Utilities face blackouts, edge AI surges, AGI hype dies—tech leaders reveal 2026’s real tech shifts and the human skills that endure.
As 2026 dawns, technology’s relentless churn demands clarity amid the noise. Electric grids strain under AI’s hunger, agentic systems quietly redefine work, and data sovereignty redraws global lines. Yet hype clouds the path: buzzwords like “AGI” promise miracles while delivering little.
We posed three pointed questions to our tech leaders: Matt Humer, an AI change management expert; Peter Pugh-Jones, EMEA Field CDO at Confluent; Arturo Buzzalino, Chief Innovation Officer at Epicor; and Stefan Leichenauer, VP of Engineering at SandboxAQ. Their answers cut through the fog, spotlighting trends that matter, jargon to ignore, and imperatives for the next generation.
The Defining Trends: Power Crunches and Sovereign Data
These visions converge on a singular tension: AI’s explosive growth is finally colliding with physical limits. Utilities are buckling, processing is decentralizing, and governance is becoming more stringent.
The Energy Bottleneck
Matt Humer warns of a looming gridlock. “Regulated electric utilities need to buckle up,” Humer says. He predicts a “two-tiered future” for the power sector. As data center demands surge and political shifts deprioritize renewables, utilities will scramble for natural gas and coal extensions, triggering eminent domain lawsuits.
“Outside competitors like Tesla will peel off the most profitable contracts,” Humer notes, “leaving public utilities as a safety net for those who can’t afford private power.” Jevons’s Paradox compounds this energy bottleneck: Stefan Leichenauer points out that as compute becomes cheaper and more efficient, we simply find ways to use more of it, keeping the pressure on the grid permanent.
The Shift to the Edge
While the cloud has dominated the last decade, Arturo Buzzalino sees the momentum shifting to the “Edge”—the factory floors and warehouses where work actually happens.
“Real value emerges where decisions are made,” Buzzalino says. He points to a future where half of all warehouses deploy AI vision systems by 2027. This isn’t just about speed; it’s about survival in environments where millisecond latency matters more than massive centralized processing.
Sovereign Ecosystems
Peter Pugh-Jones identifies a move toward “AI-native smart infrastructure.” In this landscape, data sovereignty becomes a competitive moat. As regulations evolve, the winners will be those who treat real-time data as a foundational utility rather than a static asset.
Buzzwords to Bury: Hype That Harms
To find the signal, you must first eliminate the noise. Our experts identified the terms that have become more distracting than directional.
- AGI (Artificial General Intelligence): Stefan Leichenauer dismisses the pursuit of AGI as “smoke.” “No one agrees on what it means, and it isn’t actionable,” he argues. “What we need is specific intelligence that solves grand challenges—science, products, and real-world impact.”
- Digital Workforces: Arturo Buzzalino cautions against the narrative of an invisible army of digital colleagues. “The phrase oversells the experience. AI will quietly handle repetitive tasks teams don’t have time for—it’s a tool for efficiency, not a wholesale human replacement.”
- Plug-and-Play AI: Peter Pugh-Jones warns that this suggests instant value with zero effort. “Most failed pilots trace back to foundational data problems, not technology. AI cannot outperform the ecosystem it sits on.”
The Lesson for Tomorrow’s Builders: Humans in the Loop
If the future is automated, what does that mean for the professional? The consensus is clear: technical mastery is secondary to systems thinking.
“Technology changes every year, but the ability to see how data, infrastructure, processes, and people fit together is what creates real impact,” says Pugh-Jones.
Buzzalino encourages young professionals to view AI as a “partner, not a threat or a crutch,” likening the transition to the way the internet became an instinctive part of problem-solving.
Ultimately, the most valuable role in 2026 will be the “Human in the Loop.” As Leichenauer puts it, the most successful individuals will be those who move from “prompt engineering” to “orchestrating agentic workflows.” In a world of automated output, critical thinking and context management remain the only non-commoditized assets.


INSTRUCTIONS FOR THE TASK:
Look for "series" in each line of the records, and copy the lines that have it.

MATERIAL PROVIDED:
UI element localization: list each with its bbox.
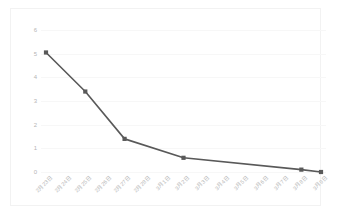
x-axis-tick-label: 2月24日 (55, 175, 74, 194)
x-axis-tick-label: 3月9日 (312, 175, 329, 192)
x-axis-tick-label: 2月26日 (94, 175, 113, 194)
y-axis-tick-label: 6 (15, 27, 37, 33)
y-axis-tick-label: 2 (15, 122, 37, 128)
line-series-svg (41, 30, 326, 172)
chart-container: 0123456 2月23日2月24日2月25日2月26日2月27日2月28日3月… (0, 0, 337, 217)
x-axis-tick-label: 2月25日 (74, 175, 93, 194)
x-axis-tick-label: 3月4日 (214, 175, 231, 192)
data-point-marker (44, 50, 48, 54)
y-axis-tick-label: 0 (15, 169, 37, 175)
x-axis-tick-label: 3月6日 (253, 175, 270, 192)
x-axis-tick-labels: 2月23日2月24日2月25日2月26日2月27日2月28日3月1日3月2日3月… (41, 173, 326, 215)
plot-area (41, 30, 326, 172)
series-line (46, 52, 321, 172)
y-axis-tick-labels: 0123456 (15, 30, 37, 172)
x-axis-tick-label: 2月23日 (35, 175, 54, 194)
data-point-marker (299, 168, 303, 172)
y-axis-tick-label: 1 (15, 145, 37, 151)
series-markers (44, 50, 323, 174)
x-axis-tick-label: 3月8日 (293, 175, 310, 192)
x-axis-tick-label: 3月1日 (155, 175, 172, 192)
x-axis-tick-label: 3月3日 (194, 175, 211, 192)
y-axis-tick-label: 3 (15, 98, 37, 104)
data-point-marker (181, 156, 185, 160)
chart-frame: 0123456 2月23日2月24日2月25日2月26日2月27日2月28日3月… (10, 8, 321, 206)
x-axis-tick-label: 2月27日 (114, 175, 133, 194)
data-point-marker (83, 89, 87, 93)
x-axis-tick-label: 3月7日 (273, 175, 290, 192)
y-axis-tick-label: 4 (15, 74, 37, 80)
x-axis-tick-label: 3月5日 (234, 175, 251, 192)
y-axis-tick-label: 5 (15, 51, 37, 57)
data-point-marker (122, 137, 126, 141)
x-axis-tick-label: 3月2日 (175, 175, 192, 192)
x-axis-tick-label: 2月28日 (133, 175, 152, 194)
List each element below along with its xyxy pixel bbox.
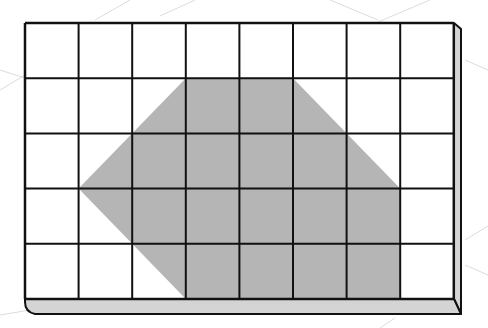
grid-diagram [0,0,488,328]
frame-bottom-edge [25,299,461,314]
diagram-canvas [0,0,488,328]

RESPONSE AREA:
line-series-svg (41, 30, 326, 172)
series-line (46, 52, 321, 172)
series-markers (44, 50, 323, 174)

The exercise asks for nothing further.